Is Al Jazeera America Coming Undone?

The American branch of the Qatar-sponsored news network has experienced a series of setbacks, including a spate of firings, a lawsuit by a disgruntled former employee, and allegations of endemic workplace sexism and (unsurprisingly) anti-Semitism. Oren Kessler and David A. Weinberg write about the network’s larger problem:

Al Jazeera Arabic—the flagship of the Al Jazeera conglomerate—has long served as a mouthpiece for Qatar’s Islamist-driven regional agenda. During last summer’s Gaza war, the channel’s coverage seemed taken from Hamas’s own playbook (an unsurprising fact given Qatari support for the terrorist group), describing all Palestinian casualties, whether civilians or militants, as “martyrs.” Similarly, an article from February about last year’s slaughter of worshippers with a gun and a meat cleaver in a Jerusalem synagogue described the killers as “martyrs.”

Al Jazeera is by far the most-watched channel in the Arab world, and Al Jazeera English (the network’s English-language channel for everywhere but America) is available in 140 countries, including every European market.

But the network has never quite found a market in America. It ranked a dismal 104 out of 106 among ad-supported cable channels and, in the first quarter of 2015, averaged only 35,000 viewers. . . . Americans, it seems, simply aren’t buying what Al Jazeera is selling.

Read more at New York Post

More about: Al Jazeera, Hamas, Media, Politics & Current Affairs, Qatar

What a Strategic Victory in Gaza Can and Can’t Achieve

On Tuesday, the Israeli defense minister Yoav Gallant met in Washington with Secretary of State Antony Blinken and Secretary of Defense Lloyd Austin. Gallant says that he told the former that only “a decisive victory will bring this war to an end.” Shay Shabtai tries to outline what exactly this would entail, arguing that the IDF can and must attain a “strategic” victory, as opposed to merely a tactical or operational one. Yet even after a such a victory Israelis can’t expect to start beating their rifles into plowshares:

Strategic victory is the removal of the enemy’s ability to pose a military threat in the operational arena for many years to come. . . . This means the Israeli military will continue to fight guerrilla and terrorist operatives in the Strip alongside extensive activity by a local civilian government with an effective police force and international and regional economic and civil backing. This should lead in the coming years to the stabilization of the Gaza Strip without Hamas control over it.

In such a scenario, it will be possible to ensure relative quiet for a decade or more. However, it will not be possible to ensure quiet beyond that, since the absence of a fundamental change in the situation on the ground is likely to lead to a long-term erosion of security quiet and the re-creation of challenges to Israel. This is what happened in the West Bank after a decade of relative quiet, and in relatively stable Iraq after the withdrawal of the United States at the end of 2011.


(WHAT YOU SHOULD DO):
Please return every entry below exactly as written, without any of its pictures.

[Dataset rows about figures]
· · ·

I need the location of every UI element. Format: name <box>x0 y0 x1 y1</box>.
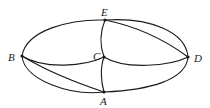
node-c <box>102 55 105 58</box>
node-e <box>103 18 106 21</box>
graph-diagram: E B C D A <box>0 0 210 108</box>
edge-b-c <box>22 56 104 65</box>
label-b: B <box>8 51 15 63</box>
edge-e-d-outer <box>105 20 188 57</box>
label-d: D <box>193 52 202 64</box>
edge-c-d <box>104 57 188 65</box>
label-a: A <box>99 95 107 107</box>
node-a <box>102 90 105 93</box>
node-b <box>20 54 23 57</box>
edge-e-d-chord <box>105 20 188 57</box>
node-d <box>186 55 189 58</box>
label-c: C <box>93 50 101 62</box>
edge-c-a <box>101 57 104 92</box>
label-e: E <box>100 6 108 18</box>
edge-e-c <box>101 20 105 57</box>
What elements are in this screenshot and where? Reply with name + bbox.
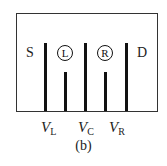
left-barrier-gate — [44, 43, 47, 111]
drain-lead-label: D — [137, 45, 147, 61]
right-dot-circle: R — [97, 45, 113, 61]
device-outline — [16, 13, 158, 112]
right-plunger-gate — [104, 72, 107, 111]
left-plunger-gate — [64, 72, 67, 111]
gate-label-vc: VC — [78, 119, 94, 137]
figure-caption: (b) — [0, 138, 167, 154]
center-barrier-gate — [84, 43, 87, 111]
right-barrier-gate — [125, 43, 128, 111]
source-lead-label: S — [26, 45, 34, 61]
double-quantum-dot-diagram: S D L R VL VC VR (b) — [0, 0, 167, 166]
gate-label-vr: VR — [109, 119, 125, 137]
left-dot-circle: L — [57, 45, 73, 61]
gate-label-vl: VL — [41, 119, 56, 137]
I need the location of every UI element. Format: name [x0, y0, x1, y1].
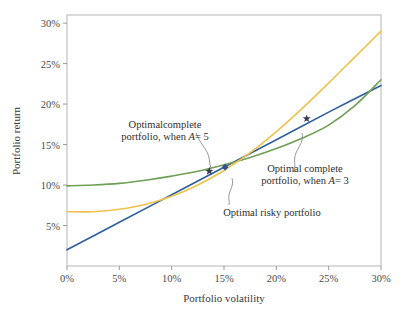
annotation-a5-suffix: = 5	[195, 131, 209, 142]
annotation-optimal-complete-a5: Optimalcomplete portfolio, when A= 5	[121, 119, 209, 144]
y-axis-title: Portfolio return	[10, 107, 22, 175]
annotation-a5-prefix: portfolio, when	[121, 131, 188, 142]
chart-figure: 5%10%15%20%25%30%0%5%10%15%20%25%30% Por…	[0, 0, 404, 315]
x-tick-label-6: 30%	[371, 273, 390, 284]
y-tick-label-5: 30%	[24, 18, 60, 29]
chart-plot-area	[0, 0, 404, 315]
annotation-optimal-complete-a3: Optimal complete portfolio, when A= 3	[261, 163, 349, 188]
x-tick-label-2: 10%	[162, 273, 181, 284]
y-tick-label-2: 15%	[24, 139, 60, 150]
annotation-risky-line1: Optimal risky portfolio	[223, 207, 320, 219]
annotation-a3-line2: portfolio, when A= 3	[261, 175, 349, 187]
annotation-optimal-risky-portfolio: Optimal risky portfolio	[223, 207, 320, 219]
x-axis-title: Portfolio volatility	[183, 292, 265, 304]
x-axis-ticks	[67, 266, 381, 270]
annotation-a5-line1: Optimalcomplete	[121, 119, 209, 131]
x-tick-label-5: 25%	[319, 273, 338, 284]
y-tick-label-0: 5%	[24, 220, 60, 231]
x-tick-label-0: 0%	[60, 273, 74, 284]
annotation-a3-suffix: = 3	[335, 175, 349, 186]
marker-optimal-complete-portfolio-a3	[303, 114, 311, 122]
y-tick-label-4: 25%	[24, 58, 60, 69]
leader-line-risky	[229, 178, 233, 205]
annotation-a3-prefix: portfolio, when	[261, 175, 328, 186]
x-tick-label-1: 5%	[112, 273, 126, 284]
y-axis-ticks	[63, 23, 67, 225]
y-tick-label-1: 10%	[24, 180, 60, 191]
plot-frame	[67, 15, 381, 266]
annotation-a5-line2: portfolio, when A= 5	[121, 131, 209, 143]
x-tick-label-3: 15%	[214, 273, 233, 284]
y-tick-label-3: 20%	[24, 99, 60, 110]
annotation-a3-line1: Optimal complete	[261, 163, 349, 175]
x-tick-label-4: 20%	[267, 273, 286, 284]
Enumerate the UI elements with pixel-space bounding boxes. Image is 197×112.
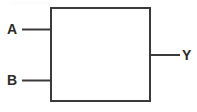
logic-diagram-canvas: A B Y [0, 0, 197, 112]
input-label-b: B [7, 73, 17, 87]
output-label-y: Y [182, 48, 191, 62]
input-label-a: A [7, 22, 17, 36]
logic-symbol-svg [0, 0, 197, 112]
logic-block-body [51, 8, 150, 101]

· · ·

(FINAL ANSWER):
I need the location of every UI element. Format: name <box>x0 y0 x1 y1</box>.
node-c <box>102 55 105 58</box>
node-e <box>103 18 106 21</box>
graph-diagram: E B C D A <box>0 0 210 108</box>
edge-b-c <box>22 56 104 65</box>
label-b: B <box>8 51 15 63</box>
edge-e-d-outer <box>105 20 188 57</box>
label-d: D <box>193 52 202 64</box>
edge-c-d <box>104 57 188 65</box>
label-a: A <box>99 95 107 107</box>
node-a <box>102 90 105 93</box>
node-b <box>20 54 23 57</box>
edge-e-d-chord <box>105 20 188 57</box>
node-d <box>186 55 189 58</box>
label-c: C <box>93 50 101 62</box>
edge-c-a <box>101 57 104 92</box>
label-e: E <box>100 6 108 18</box>
edge-e-c <box>101 20 105 57</box>
What elements are in this screenshot and where? Reply with name + bbox.
left-barrier-gate — [44, 43, 47, 111]
drain-lead-label: D — [137, 45, 147, 61]
right-dot-circle: R — [97, 45, 113, 61]
device-outline — [16, 13, 158, 112]
right-plunger-gate — [104, 72, 107, 111]
left-plunger-gate — [64, 72, 67, 111]
gate-label-vc: VC — [78, 119, 94, 137]
figure-caption: (b) — [0, 138, 167, 154]
center-barrier-gate — [84, 43, 87, 111]
right-barrier-gate — [125, 43, 128, 111]
source-lead-label: S — [26, 45, 34, 61]
double-quantum-dot-diagram: S D L R VL VC VR (b) — [0, 0, 167, 166]
gate-label-vr: VR — [109, 119, 125, 137]
left-dot-circle: L — [57, 45, 73, 61]
gate-label-vl: VL — [41, 119, 56, 137]
I need the location of every UI element. Format: name [x0, y0, x1, y1].
annotation-a5-suffix: = 5	[195, 131, 209, 142]
annotation-optimal-complete-a5: Optimalcomplete portfolio, when A= 5	[121, 119, 209, 144]
y-axis-title: Portfolio return	[10, 107, 22, 175]
annotation-a5-prefix: portfolio, when	[121, 131, 188, 142]
chart-figure: 5%10%15%20%25%30%0%5%10%15%20%25%30% Por…	[0, 0, 404, 315]
x-tick-label-6: 30%	[371, 273, 390, 284]
y-tick-label-5: 30%	[24, 18, 60, 29]
chart-plot-area	[0, 0, 404, 315]
annotation-optimal-complete-a3: Optimal complete portfolio, when A= 3	[261, 163, 349, 188]
x-tick-label-2: 10%	[162, 273, 181, 284]
y-tick-label-2: 15%	[24, 139, 60, 150]
annotation-risky-line1: Optimal risky portfolio	[223, 207, 320, 219]
annotation-a3-line2: portfolio, when A= 3	[261, 175, 349, 187]
annotation-optimal-risky-portfolio: Optimal risky portfolio	[223, 207, 320, 219]
x-axis-title: Portfolio volatility	[183, 292, 265, 304]
x-axis-ticks	[67, 266, 381, 270]
annotation-a5-line1: Optimalcomplete	[121, 119, 209, 131]
x-tick-label-5: 25%	[319, 273, 338, 284]
y-tick-label-0: 5%	[24, 220, 60, 231]
x-tick-label-0: 0%	[60, 273, 74, 284]
annotation-a3-suffix: = 3	[335, 175, 349, 186]
marker-optimal-complete-portfolio-a3	[303, 114, 311, 122]
y-tick-label-4: 25%	[24, 58, 60, 69]
leader-line-risky	[229, 178, 233, 205]
annotation-a3-prefix: portfolio, when	[261, 175, 328, 186]
x-tick-label-1: 5%	[112, 273, 126, 284]
y-axis-ticks	[63, 23, 67, 225]
y-tick-label-1: 10%	[24, 180, 60, 191]
plot-frame	[67, 15, 381, 266]
annotation-a5-line2: portfolio, when A= 5	[121, 131, 209, 143]
x-tick-label-3: 15%	[214, 273, 233, 284]
y-tick-label-3: 20%	[24, 99, 60, 110]
annotation-a3-line1: Optimal complete	[261, 163, 349, 175]
x-tick-label-4: 20%	[267, 273, 286, 284]
Enumerate the UI elements with pixel-space bounding boxes. Image is 197×112.
logic-diagram-canvas: A B Y [0, 0, 197, 112]
input-label-b: B [7, 73, 17, 87]
output-label-y: Y [182, 48, 191, 62]
input-label-a: A [7, 22, 17, 36]
logic-symbol-svg [0, 0, 197, 112]
logic-block-body [51, 8, 150, 101]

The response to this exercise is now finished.